Building a MiFID II dashboard that anyone in the business can interpret
With the implementation of MiFID II, many of our clients are preparing to find out exactly how ready for the regulatory changes they are. It isn’t just technical or support staff who need that understanding, but rather the business as a whole. The two dashboards pictured within this blog are a good example of how Geneos is helping ITRS customers, business-wide, to ensure they have nothing to worry about. In order to be logged, transactions must move through a number of internal systems, including file transfer and database logging activities, before going out to the regulator and then finally notifications are sent back to the client. Under MiFID II the time between the trade being made and logged with the regulator is subject to strict SLAs.
The support team is often responsible for maintaining systems and flows in this space, when things go wrong the business needs to understand their exposure in terms of volumes of trades that may (or have) missed their SLAs.

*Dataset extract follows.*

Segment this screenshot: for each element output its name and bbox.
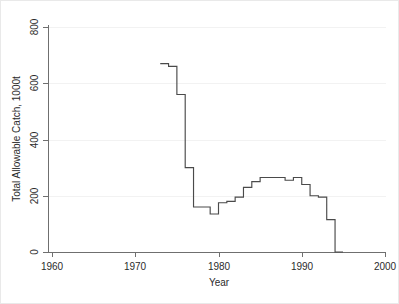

Early dashboarding plans are often focused on the systems’ health. Dashboard content is often a direct translation of the infrastructure diagrams the support teams might keep in paper stacks on their desks or pinned to their backdrops. However, when things break, and selected elements of the infrastructure acquire critical and warning status, it still requires support level SME knowledge to interpret the impact of the missed SLA. Which means that Support have to say “We have a problem”, the business ask what’s the impact, and support then provide their estimate in terms of SLAs.
So rather than replicate the system infrastructure, the final versions of the dashboards focus on visualising the impact of those failures on the business. As unlogged trades build up in a given region the bubble graphic gets bigger, when the batch runs and logs the trades it reduces to a nominal size, then starts growing again. If there is a problem it goes yellow, if trades continue to grow it may go red and the bubble continues to increase in size. At any point users can establish if there is a failure, and the business exposure.
Like any dashboard it is important to consider the intended audience, in this case it’s the business users and managers, but by adding the progress of batch jobs on the individual regulators and high level details of failures (should any have occurred), it provides sufficient information for support staff to start an investigation when things start breaking, as well as meaningful information to the business level customers.
Dashboard showing business as usual
Dashboard developing alerts
By Simon Forey, Head of Managed Services and Client Services, ITRS Group.